I picked up two. One said Georgia Smith, Private Investigator and a cell number. The next one said Pearl Bains and a listing for an internet floral company. She handed me a third for my inspection. It said, Crime Scene Cleaners with the same cell phone number.
She put a pink-tipped nail on each card and explained. “All the numbers are the same, flowers are a good opener for when you want to talk to the family of the deceased, and a crime scene cleaning goes hand in hand with murder, don’t it?”
“What about the fake names?” Caleb asked.
She shrugged. “I can say I accidently picked up my business partner’s card. It’s just a card.

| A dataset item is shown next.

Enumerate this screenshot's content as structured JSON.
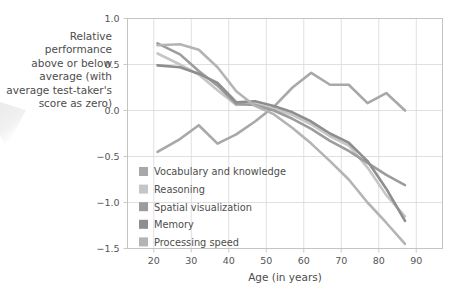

I’ve been studying up for my P.I. license and learning all sorts of great ways to get suspects to talk.”
“About that,” Caleb said. “You can’t represent yourself as a private investigator until you’re licensed.”
“Oh please,” Pearlie responded. “Anyone can call themselves an investigator and I ain’t so dumb that I’d wave around a fake license.”
She eyed me when she said it. The intent was to remind us that she knew all about the fake police badge I used to get information out of witnesses. I’d retired the badge, but Pearlie was on a roll.
“Besides,” she said, “I’m a sight better looking than you are, Caleb Stone. You got cop-walk, whereas I’m just a cute lil’ blond from Texas, new in town, looking for a job or a place to rent or a haircut,” she said, primping her blonde locks. “We’ll start at the local beauty parlor. They always have the best gossip. Besides, Lalla and I need our roots done, don’t we, Cuz?”
Caleb’s eyes narrowed in warning. “You and Lalla will have to stay out of the way of the sheriff’s department.”
Pearlie patted the outside zipper on her purse. “Sure we will. An’ I got my Lady Smith, don’t I? I checked and I can carry it on my hip if I want. I’m cautious, so there’s no need to worry, now is there?”